Tuesday, June 10, 2008

Infrequent update

My gardern looks a lot better than it used to. I've been talking about it, I had better pony up some pictures.

This is what it looks like today (glamour shots!):



and



Typical angle for comparison:



When I started, a year ago:



That's basically all hardpack sandy dirt, some rocks, a lot of dead vegetable matter, some VERY healthy dandelions out of frame, and a little bit of naturalized groundcover (so little, in fact, that it is nearly invisible in this image, but it really was there). Half of that is my neighbor's yard. All told, it's perhaps 15 by 18 feet, both together. They are essentially overly wide flowerbeds. The thing in the sunken pot is a very sad indeed spider plant that is still there, still alive, in desperate need of splitting, and which will be getting repotted into two or three hanging pot next week. Poor thing. I feel bad that I've let it languish for a whole year when it's already been there for god knows how long.

So I watered like mad and weeded for a couple of weeks. Then I went and spent a little money, and a couple of DAYS of ill-advised hard labor in the hot of summer, and put in some plants, watered more and moved around the abandoned pavers until I had something vaguely gardenlike:



I swear the plants looked bigger in my car.

I was trying to map out beds, one at the back against the wall, one along the walkway, a little path for easier access to maintain the garden, and a big main bed that I had not enough plants in yet to really divide into zones. It's informal, but even informal gardens have a plan.

Of course, it looks like it's nothing but plan at this point. And some rocks.

A little more watering and some time later, it looks a little better, but not much:


You can see that naturalized but not native groundcover (it's called "baby's tears") really enjoying someone actually watering. It's the only thing I actively cultivated that i didn't put down myself - even though there were some neat looking weeds that I considered, the only one that did not get the heave-ho was the baby's tears.



It actually looks better from ground level:


So, next there are a few months where I was so discouraged I didn't take pictures, even though the dianthus thrived, the sunflower things whose names I can't recall thrived, the alyssum (of course) exploded, my succulents did okay, and the mums did pretty good if I kept them deadheaded. It was okay to look at but the pictures just looked like the occasional potted plant in a vacant lot (similar to those above, but with puffier flowers, really). During those months of desperation, I also frantically weeded, kept watering, enriched the HORRIBLE soil (fertilizer, bag soil, coffee grounds, etc), bought a few more more plants and fluffed it up some, put in and pulled out some sacrificial rosebushes that died during the next-to-last frost this year, and I finally got some mulch and put in that path I had sketched out. I also bought some little solar lights. I took some pictures at night after I finished that major step:



So, it starts to look more like a deliberate garden than a disused flowerbed. Which was still better thn "empty lot with some plants and rocks."



Lastly, here is an out-of-focus, dark, and otherwise not very effective version of the typical angle shot.

Against the back wall, you can see the previous attempt at jasmine, both of which were killed by the final frost and its attendant scorching dry heatwave in late March, and the little azalea between them, which did survive, but barely. The brownish thing in the back in the third photo is the same azalea, which I left untrimmed while I tried to nurse if back to health. I've since added a trellis and put in a hardier, woodier jasmine to replace the casualties.

So there you are. If you like, you can click on the pictures to see the larger versions and page through the album. There are also some nifty macrophotography shots from when the whole yard didn't top six inches high, and I'll close with my favorite:

Lacking real macrophotography equipment like fancy lenses, I cheated for those - I set the camera for BIG images, set the timer, set it down among the plants and waited for the clicky noise.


ABOUT THIS TASK
Working from the listing below, pick each line containing the word "angle" and copy it.

DATA FOR ANALYSIS

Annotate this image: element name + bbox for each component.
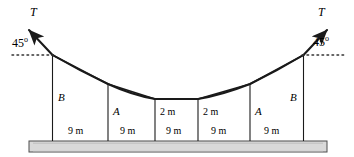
right-angle-label: 45o [313,36,329,48]
span-label-4: 9 m [211,126,226,136]
node-label-b-left: B [58,92,65,103]
right-tension-label: T [318,6,325,18]
span-label-2: 9 m [120,126,135,136]
left-tension-arrow [29,30,53,55]
sag-label-left: 2 m [160,107,175,117]
span-label-1: 9 m [68,126,83,136]
right-angle-value: 45 [313,35,325,49]
node-label-a-right: A [255,106,262,117]
cable-curve [53,55,304,99]
span-label-3: 9 m [166,126,181,136]
node-label-a-left: A [113,106,120,117]
span-label-5: 9 m [264,126,279,136]
sag-label-right: 2 m [203,107,218,117]
left-angle-label: 45o [12,37,28,49]
left-angle-unit: o [24,35,28,44]
node-label-b-right: B [290,92,297,103]
left-tension-label: T [30,6,37,18]
ground-bar [29,141,327,152]
cable-diagram-figure: T 45o T 45o B A 2 m 2 m A B 9 m 9 m 9 m … [0,0,354,157]
right-angle-unit: o [325,34,329,43]
left-angle-value: 45 [12,36,24,50]
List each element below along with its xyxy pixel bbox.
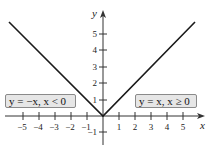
y-tick-label: 3	[93, 62, 98, 72]
y-axis-label: y	[91, 7, 97, 19]
x-tick-label: −4	[33, 122, 43, 132]
x-tick-label: 4	[165, 122, 170, 132]
x-axis-label: x	[199, 119, 205, 131]
y-tick-label: 4	[93, 45, 98, 55]
x-tick-label: 1	[117, 122, 122, 132]
y-tick-label: 1	[93, 95, 98, 105]
y-tick-label: 2	[93, 78, 98, 88]
y-tick-label: 5	[93, 29, 98, 39]
x-tick-label: 3	[149, 122, 154, 132]
x-tick-label: −3	[49, 122, 59, 132]
x-tick-label: −2	[65, 122, 75, 132]
y-tick-label: −1	[87, 127, 97, 137]
left-equation-label: y = −x, x < 0	[5, 94, 76, 108]
x-tick-label: −5	[17, 122, 27, 132]
absolute-value-graph: −5 −4 −3 −2 −1 1 2 3 4 5 5 4 3 2 1 −1 x …	[0, 0, 213, 156]
right-equation-label: y = x, x ≥ 0	[135, 94, 197, 108]
x-tick-label: 5	[181, 122, 186, 132]
x-tick-label: 2	[133, 122, 138, 132]
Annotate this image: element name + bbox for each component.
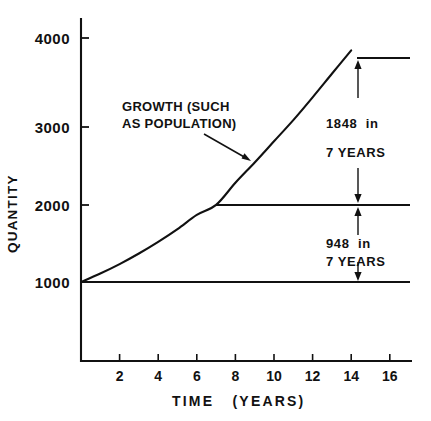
y-tick-label-3000: 3000 [22,120,70,135]
x-tick-label-8: 8 [223,369,247,383]
y-tick-label-1000: 1000 [22,275,70,290]
lower-growth-label-line2: 7 YEARS [326,252,386,272]
upper-growth-down-arrow [354,168,361,203]
y-tick-label-4000: 4000 [22,31,70,46]
x-tick-label-6: 6 [185,369,209,383]
x-tick-label-16: 16 [378,369,402,383]
x-tick-label-10: 10 [262,369,286,383]
x-axis-title: TIME (YEARS) [172,394,305,408]
x-tick-label-12: 12 [301,369,325,383]
x-tick-label-14: 14 [339,369,363,383]
upper-growth-up-arrow [354,60,361,98]
lower-growth-label-line1: 948 in [326,234,371,254]
curve-label-line1: GROWTH (SUCH [122,98,230,115]
x-tick-label-2: 2 [108,369,132,383]
y-axis-ticks [81,38,89,282]
upper-growth-label-line1: 1848 in [326,114,379,134]
y-axis-title: QUANTITY [6,174,20,253]
y-tick-label-2000: 2000 [22,198,70,213]
x-tick-label-4: 4 [146,369,170,383]
lower-growth-up-arrow [354,207,361,235]
curve-label-line2: AS POPULATION) [122,115,236,132]
upper-growth-label-line2: 7 YEARS [326,143,386,163]
growth-curve-path [81,50,351,282]
curve-label-leader-arrow [204,134,251,161]
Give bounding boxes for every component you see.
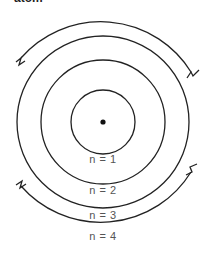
label-n4: n = 4	[73, 230, 133, 242]
break-mark-bottom-left	[16, 181, 26, 188]
break-mark-bottom-right	[186, 164, 197, 175]
break-mark-top-right	[187, 70, 199, 78]
label-n3: n = 3	[73, 209, 133, 221]
nucleus-dot	[100, 119, 105, 124]
break-mark-top-left	[16, 58, 25, 65]
label-n1: n = 1	[73, 153, 133, 165]
shell-n4-upper-arc	[21, 22, 191, 72]
label-n2: n = 2	[73, 184, 133, 196]
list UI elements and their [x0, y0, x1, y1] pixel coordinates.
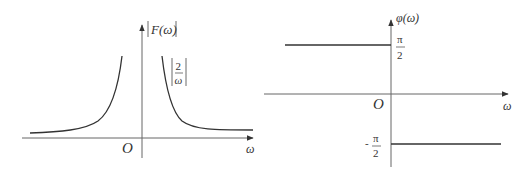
curve-label-denominator: ω — [175, 74, 183, 86]
curve-label-numerator: 2 — [176, 60, 182, 72]
tick-pi-half-denominator: 2 — [397, 49, 403, 61]
x-axis-label: ω — [246, 142, 254, 156]
tick-neg-sign: - — [365, 137, 369, 149]
x-axis-label: ω — [503, 99, 511, 113]
tick-pi-half-numerator: π — [397, 33, 403, 45]
magnitude-curve-left — [30, 56, 122, 133]
tick-neg-pi-half-denominator: 2 — [373, 147, 379, 159]
origin-label: O — [122, 140, 133, 156]
tick-neg-pi-half-numerator: π — [373, 132, 379, 144]
phase-chart: φ(ω) π 2 - π 2 O ω — [264, 11, 511, 167]
y-axis-label: φ(ω) — [396, 11, 419, 25]
y-axis-label: F(ω) — [150, 22, 177, 37]
magnitude-chart: F(ω) 2 ω O ω — [22, 21, 254, 158]
chart-canvas: F(ω) 2 ω O ω φ(ω) π 2 - π 2 O ω — [0, 0, 527, 174]
origin-label: O — [373, 96, 384, 112]
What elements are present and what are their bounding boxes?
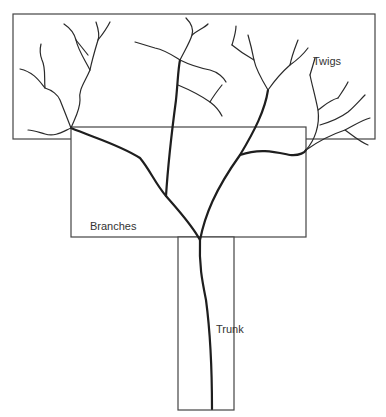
twigs-label: Twigs xyxy=(313,55,341,67)
branches-label: Branches xyxy=(90,220,136,232)
trunk-label: Trunk xyxy=(216,323,244,335)
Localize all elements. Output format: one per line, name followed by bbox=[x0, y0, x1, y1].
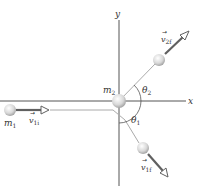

REPLY
right-angle-label: 45o [313,36,329,48]
right-angle-value: 45 [313,35,325,49]
left-angle-label: 45o [12,37,28,49]
left-angle-unit: o [24,35,28,44]
right-angle-unit: o [325,34,329,43]
left-angle-value: 45 [12,36,24,50]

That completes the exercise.